Bummed out?  What’s that?  Let me share a story that might help define it.

tiredWithin 5 minutes, even before we had ordered lunch, I could tell. Don—to use a great definition of being bummed out—was  “weary in well-doing.” He was tired of meeting after meeting, slightly angry that so much of his time was spent with people who didn’t take his counsel anyway.  He was weary of complaints such as failing to visit a sick person in the hospital (when he didn’t even know the person was there). Sunday after Sunday he preached his heart and what did people talk about after the service? Where to have lunch, or who that woman was in church that morning with the funny hat, or whether or not corn would be “high as an elephant’s eye on the fourth of July.”  Seldom, if ever, they talked about how God had spoken to them from His Word that morning or how real the presence of God was that day.

He cared for people and yet he didn’t really.  “Frankly,” he said, “I’m bored.” He was starting to feel that he hardly made any difference any more.  He asked me for lunch to see if I knew any open pulpit to which he could apply.  Not quite burned out, though that’s next.  Don’s experience defines a pastor “bummed out”.  Call it “light burnout.”

That “weary” phrase is a word from Paul to Christians in Galatia (Gal. 6:9).

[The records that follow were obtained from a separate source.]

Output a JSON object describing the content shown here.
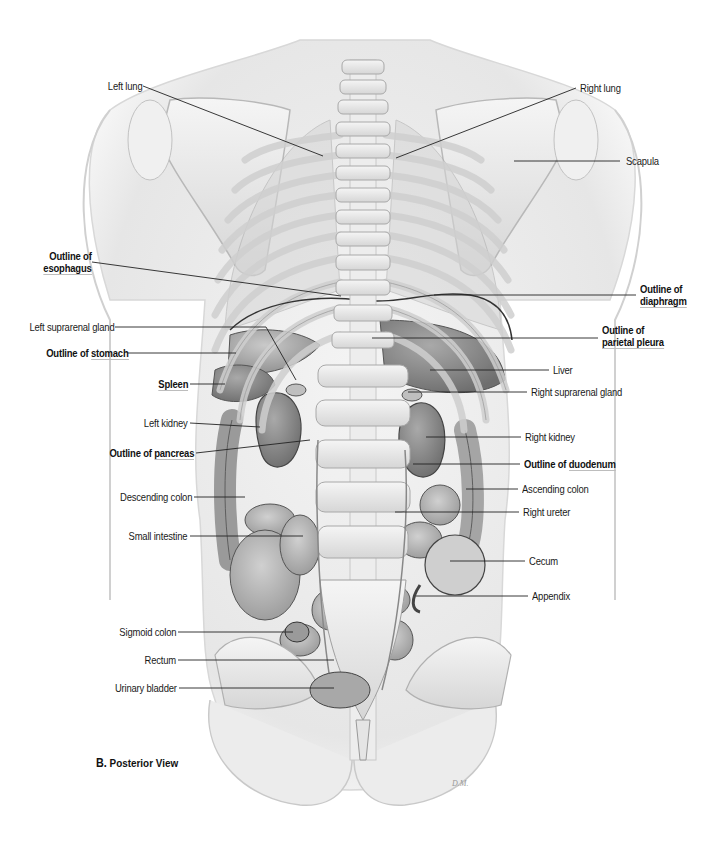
{
  "figure": {
    "caption_letter": "B.",
    "caption_text": "Posterior View",
    "signature": "D.M."
  },
  "labels_left": [
    {
      "id": "left-lung",
      "text": "Left lung",
      "bold": false
    },
    {
      "id": "outline-esophagus",
      "line1": "Outline of",
      "line2": "esophagus",
      "bold": true
    },
    {
      "id": "left-suprarenal-gland",
      "text": "Left suprarenal gland",
      "bold": false
    },
    {
      "id": "outline-stomach",
      "prefix": "Outline of ",
      "text": "stomach",
      "bold": true
    },
    {
      "id": "spleen",
      "text": "Spleen",
      "bold": true
    },
    {
      "id": "left-kidney",
      "text": "Left kidney",
      "bold": false
    },
    {
      "id": "outline-pancreas",
      "prefix": "Outline of ",
      "text": "pancreas",
      "bold": true
    },
    {
      "id": "descending-colon",
      "text": "Descending colon",
      "bold": false
    },
    {
      "id": "small-intestine",
      "text": "Small intestine",
      "bold": false
    },
    {
      "id": "sigmoid-colon",
      "text": "Sigmoid colon",
      "bold": false
    },
    {
      "id": "rectum",
      "text": "Rectum",
      "bold": false
    },
    {
      "id": "urinary-bladder",
      "text": "Urinary bladder",
      "bold": false
    }
  ],
  "labels_right": [
    {
      "id": "right-lung",
      "text": "Right lung",
      "bold": false
    },
    {
      "id": "scapula",
      "text": "Scapula",
      "bold": false
    },
    {
      "id": "outline-diaphragm",
      "line1": "Outline of",
      "line2": "diaphragm",
      "bold": true
    },
    {
      "id": "outline-parietal-pleura",
      "line1": "Outline of",
      "line2": "parietal pleura",
      "bold": true
    },
    {
      "id": "liver",
      "text": "Liver",
      "bold": false
    },
    {
      "id": "right-suprarenal-gland",
      "text": "Right suprarenal gland",
      "bold": false
    },
    {
      "id": "right-kidney",
      "text": "Right kidney",
      "bold": false
    },
    {
      "id": "outline-duodenum",
      "prefix": "Outline of ",
      "text": "duodenum",
      "bold": true
    },
    {
      "id": "ascending-colon",
      "text": "Ascending colon",
      "bold": false
    },
    {
      "id": "right-ureter",
      "text": "Right ureter",
      "bold": false
    },
    {
      "id": "cecum",
      "text": "Cecum",
      "bold": false
    },
    {
      "id": "appendix",
      "text": "Appendix",
      "bold": false
    }
  ],
  "colors": {
    "background": "#ffffff",
    "label_text": "#1a1a1a",
    "leader_line": "#222222",
    "underline": "#bdbdbd"
  }
}
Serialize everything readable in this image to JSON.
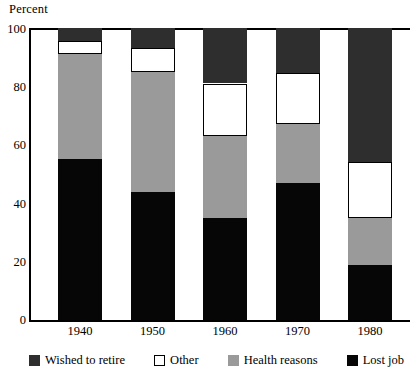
{
  "chart_data": {
    "type": "bar",
    "subtype": "stacked-bar-100-percent",
    "title": "",
    "xlabel": "",
    "ylabel": "Percent",
    "ylim": [
      0,
      100
    ],
    "yticks": [
      0,
      20,
      40,
      60,
      80,
      100
    ],
    "ytick_labels": [
      "0",
      "20",
      "40",
      "60",
      "80",
      "100"
    ],
    "grid": false,
    "legend_position": "bottom",
    "categories": [
      "1940",
      "1950",
      "1960",
      "1970",
      "1980"
    ],
    "series": [
      {
        "name": "Lost job",
        "color": "#060606",
        "values": [
          55,
          44,
          35,
          47,
          19
        ]
      },
      {
        "name": "Health reasons",
        "color": "#9a9a9a",
        "values": [
          36,
          41,
          28,
          20,
          16
        ]
      },
      {
        "name": "Other",
        "color": "#ffffff",
        "values": [
          4.5,
          8,
          18,
          17.5,
          19
        ]
      },
      {
        "name": "Wished to retire",
        "color": "#2e2e2e",
        "values": [
          4.5,
          7,
          19,
          15.5,
          46
        ]
      }
    ],
    "stack_order_bottom_to_top": [
      "Lost job",
      "Health reasons",
      "Other",
      "Wished to retire"
    ],
    "cumulative_tops": {
      "1940": {
        "Lost job": 55,
        "Health reasons": 91,
        "Other": 95.5,
        "Wished to retire": 100
      },
      "1950": {
        "Lost job": 44,
        "Health reasons": 85,
        "Other": 93,
        "Wished to retire": 100
      },
      "1960": {
        "Lost job": 35,
        "Health reasons": 63,
        "Other": 81,
        "Wished to retire": 100
      },
      "1970": {
        "Lost job": 47,
        "Health reasons": 67,
        "Other": 84.5,
        "Wished to retire": 100
      },
      "1980": {
        "Lost job": 19,
        "Health reasons": 35,
        "Other": 54,
        "Wished to retire": 100
      }
    }
  },
  "axis": {
    "y_title": "Percent",
    "y_tick_0": "0",
    "y_tick_20": "20",
    "y_tick_40": "40",
    "y_tick_60": "60",
    "y_tick_80": "80",
    "y_tick_100": "100"
  },
  "xaxis": {
    "labels": [
      {
        "text": "1940"
      },
      {
        "text": "1950"
      },
      {
        "text": "1960"
      },
      {
        "text": "1970"
      },
      {
        "text": "1980"
      }
    ]
  },
  "legend": {
    "items": [
      {
        "label": "Wished to retire",
        "swatch": "dark",
        "color": "#2e2e2e"
      },
      {
        "label": "Other",
        "swatch": "white",
        "color": "#ffffff"
      },
      {
        "label": "Health reasons",
        "swatch": "gray",
        "color": "#9a9a9a"
      },
      {
        "label": "Lost job",
        "swatch": "black",
        "color": "#060606"
      }
    ]
  }
}
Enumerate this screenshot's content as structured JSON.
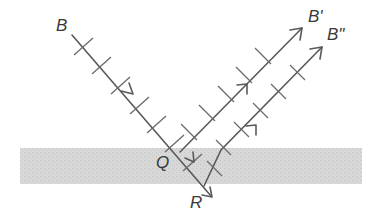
{
  "diagram": {
    "type": "wave reflection at a thin layer (wavefronts drawn as cross ticks)",
    "labels": {
      "incident": "B",
      "reflected_1": "B'",
      "reflected_2": "B\"",
      "point_q": "Q",
      "point_r": "R"
    },
    "colors": {
      "layer_fill": "#d6d6d6",
      "ray": "#5a5a5a",
      "text": "#3a3a3a"
    },
    "layer": {
      "x": 20,
      "y": 148,
      "width": 342,
      "height": 36
    }
  }
}
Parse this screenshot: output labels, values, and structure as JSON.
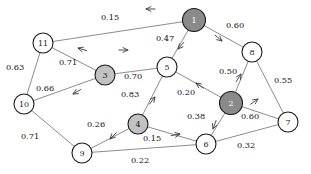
{
  "diagram": {
    "type": "node-link-graph",
    "canvas": {
      "width": 311,
      "height": 174,
      "background": "#ffffff"
    },
    "colors": {
      "node_white": "#ffffff",
      "node_light_gray": "#c2c2c2",
      "node_dark_gray": "#8a8a8a",
      "node_stroke": "#1a1a1a",
      "edge": "#6e6e6e",
      "label_text": "#111111",
      "dark_node_text": "#ffffff"
    },
    "nodes": [
      {
        "id": "1",
        "label": "1",
        "x": 194,
        "y": 20,
        "r": 11.5,
        "shade": "dark",
        "text_class": "light"
      },
      {
        "id": "2",
        "label": "2",
        "x": 231,
        "y": 103,
        "r": 11.5,
        "shade": "dark",
        "text_class": "light"
      },
      {
        "id": "3",
        "label": "3",
        "x": 105,
        "y": 75,
        "r": 10.0,
        "shade": "light",
        "text_class": "dark"
      },
      {
        "id": "4",
        "label": "4",
        "x": 138,
        "y": 124,
        "r": 10.0,
        "shade": "light",
        "text_class": "dark"
      },
      {
        "id": "5",
        "label": "5",
        "x": 167,
        "y": 67,
        "r": 10.0,
        "shade": "white",
        "text_class": "dark"
      },
      {
        "id": "6",
        "label": "6",
        "x": 206,
        "y": 144,
        "r": 10.0,
        "shade": "white",
        "text_class": "dark"
      },
      {
        "id": "7",
        "label": "7",
        "x": 288,
        "y": 122,
        "r": 10.0,
        "shade": "white",
        "text_class": "dark"
      },
      {
        "id": "8",
        "label": "8",
        "x": 252,
        "y": 52,
        "r": 10.0,
        "shade": "white",
        "text_class": "dark"
      },
      {
        "id": "9",
        "label": "9",
        "x": 82,
        "y": 153,
        "r": 10.0,
        "shade": "white",
        "text_class": "dark"
      },
      {
        "id": "10",
        "label": "10",
        "x": 24,
        "y": 104,
        "r": 10.0,
        "shade": "white",
        "text_class": "dark"
      },
      {
        "id": "11",
        "label": "11",
        "x": 43,
        "y": 43,
        "r": 10.0,
        "shade": "white",
        "text_class": "dark"
      }
    ],
    "edges": [
      {
        "from": "1",
        "to": "11",
        "weight": "0.15",
        "label_x": 110,
        "label_y": 17,
        "directed": true,
        "arrow_x": 146,
        "arrow_y": 9,
        "arrow_angle": 180
      },
      {
        "from": "1",
        "to": "8",
        "weight": "0.60",
        "label_x": 235,
        "label_y": 25,
        "directed": true,
        "arrow_x": 222,
        "arrow_y": 41,
        "arrow_angle": 40
      },
      {
        "from": "1",
        "to": "5",
        "weight": "0.47",
        "label_x": 165,
        "label_y": 38,
        "directed": true,
        "arrow_x": 178,
        "arrow_y": 49,
        "arrow_angle": 131
      },
      {
        "from": "3",
        "to": "11",
        "weight": "0.71",
        "label_x": 68,
        "label_y": 62,
        "directed": true,
        "arrow_x": 78,
        "arrow_y": 48,
        "arrow_angle": 197
      },
      {
        "from": "11",
        "to": "10",
        "weight": "0.63",
        "label_x": 15,
        "label_y": 67,
        "directed": false,
        "arrow_x": 0,
        "arrow_y": 0,
        "arrow_angle": 0
      },
      {
        "from": "3",
        "to": "10",
        "weight": "0.66",
        "label_x": 45,
        "label_y": 88,
        "directed": true,
        "arrow_x": 73,
        "arrow_y": 94,
        "arrow_angle": 150
      },
      {
        "from": "3",
        "to": "5",
        "weight": "0.70",
        "label_x": 133,
        "label_y": 76,
        "directed": true,
        "arrow_x": 128,
        "arrow_y": 50,
        "arrow_angle": 0
      },
      {
        "from": "10",
        "to": "9",
        "weight": "0.71",
        "label_x": 30,
        "label_y": 136,
        "directed": false,
        "arrow_x": 0,
        "arrow_y": 0,
        "arrow_angle": 0
      },
      {
        "from": "4",
        "to": "5",
        "weight": "0.83",
        "label_x": 130,
        "label_y": 94,
        "directed": true,
        "arrow_x": 155,
        "arrow_y": 97,
        "arrow_angle": -52
      },
      {
        "from": "4",
        "to": "9",
        "weight": "0.26",
        "label_x": 96,
        "label_y": 124,
        "directed": true,
        "arrow_x": 110,
        "arrow_y": 139,
        "arrow_angle": 135
      },
      {
        "from": "4",
        "to": "6",
        "weight": "0.15",
        "label_x": 152,
        "label_y": 138,
        "directed": true,
        "arrow_x": 180,
        "arrow_y": 134,
        "arrow_angle": -10
      },
      {
        "from": "9",
        "to": "6",
        "weight": "0.22",
        "label_x": 140,
        "label_y": 160,
        "directed": false,
        "arrow_x": 0,
        "arrow_y": 0,
        "arrow_angle": 0
      },
      {
        "from": "2",
        "to": "5",
        "weight": "0.20",
        "label_x": 186,
        "label_y": 92,
        "directed": true,
        "arrow_x": 196,
        "arrow_y": 83,
        "arrow_angle": 215
      },
      {
        "from": "2",
        "to": "8",
        "weight": "0.50",
        "label_x": 228,
        "label_y": 71,
        "directed": true,
        "arrow_x": 241,
        "arrow_y": 74,
        "arrow_angle": -58
      },
      {
        "from": "2",
        "to": "6",
        "weight": "0.38",
        "label_x": 196,
        "label_y": 116,
        "directed": true,
        "arrow_x": 213,
        "arrow_y": 129,
        "arrow_angle": 110
      },
      {
        "from": "2",
        "to": "7",
        "weight": "0.60",
        "label_x": 250,
        "label_y": 116,
        "directed": true,
        "arrow_x": 258,
        "arrow_y": 99,
        "arrow_angle": -35
      },
      {
        "from": "8",
        "to": "7",
        "weight": "0.55",
        "label_x": 283,
        "label_y": 80,
        "directed": false,
        "arrow_x": 0,
        "arrow_y": 0,
        "arrow_angle": 0
      },
      {
        "from": "6",
        "to": "7",
        "weight": "0.32",
        "label_x": 246,
        "label_y": 145,
        "directed": false,
        "arrow_x": 0,
        "arrow_y": 0,
        "arrow_angle": 0
      }
    ]
  }
}
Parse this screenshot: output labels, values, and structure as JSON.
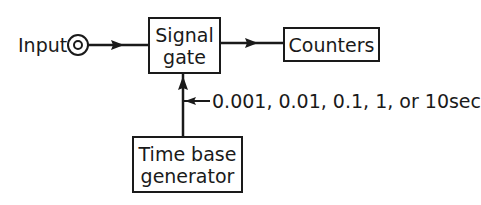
{
  "diagram": {
    "input": {
      "label": "Input",
      "connector_icon": "coaxial-input-jack-icon"
    },
    "signal_gate": {
      "line1": "Signal",
      "line2": "gate"
    },
    "counters": {
      "label": "Counters"
    },
    "time_base": {
      "line1": "Time base",
      "line2": "generator"
    },
    "gate_time_options": {
      "label": "0.001, 0.01, 0.1, 1, or 10sec"
    },
    "edges": [
      {
        "from": "Input",
        "to": "Signal gate"
      },
      {
        "from": "Signal gate",
        "to": "Counters"
      },
      {
        "from": "Time base generator",
        "to": "Signal gate"
      },
      {
        "from": "gate time selection",
        "to": "Time base line"
      }
    ],
    "colors": {
      "ink": "#1a1a1a",
      "background": "#ffffff"
    }
  }
}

If we become weary doing good or right, he counsels two steps to take:

First, remember your work will never go to waste.

The good of it may not be seen immediately but “at the proper time we will reap a harvest if we do not give up.”  I was a pastor over 40 years.  Especially since retirement I’ve learned this:  God’s Word has the power to teach, train, rebuke and more for it is alive and active and will, I say, will accomplish its intended purpose even though we may wonder at times where the harvest is. God’s Work has in it many days when we may feel whether it’s all a waste. But then I remember the encouragement I received from many cards, or calls and conversations recalling a sermon that turned a life around, or a word at a memorial service remembered for decades, or a casual remark at a church picnic being just the word needed—all this and more has convinced me that God’s Word and Work will never be a waste.

Second, keep on doing good.  Don’t quit now.

cup of cold water“Therefore, let us do good to all people…” (Gal. 6:10). I discovered early on what I had to do as a pastor to turn bummed to blessed. I had to get off my office chair (call it get off my bum) and visit someone lonely or hospitalized or share the Gospel with someone needing Christ, or in general, do some kingdom work often undone in my bummed-out brooding. And soon self-pity was gone, hope was refreshed, God’s calling renewed.  It was not quitting I needed. As tired as I was, it was working right through my weariness and doing good.

Let me say somewhat parenthetically that I wish, almost every day, that I could go back to being an active pastor again and be able to take my own advice (really, it’s God’s advice). Despite being older and dealing constantly with Parkinson’s disease, I’ve learned now how to handle my bummed-out days.

Weary in doing good?  Bummed out? Then it’s time to remember that first, the work you have done will not be a waste.  Second, do good; don’t quit now. More in my book, Pastors at Risk.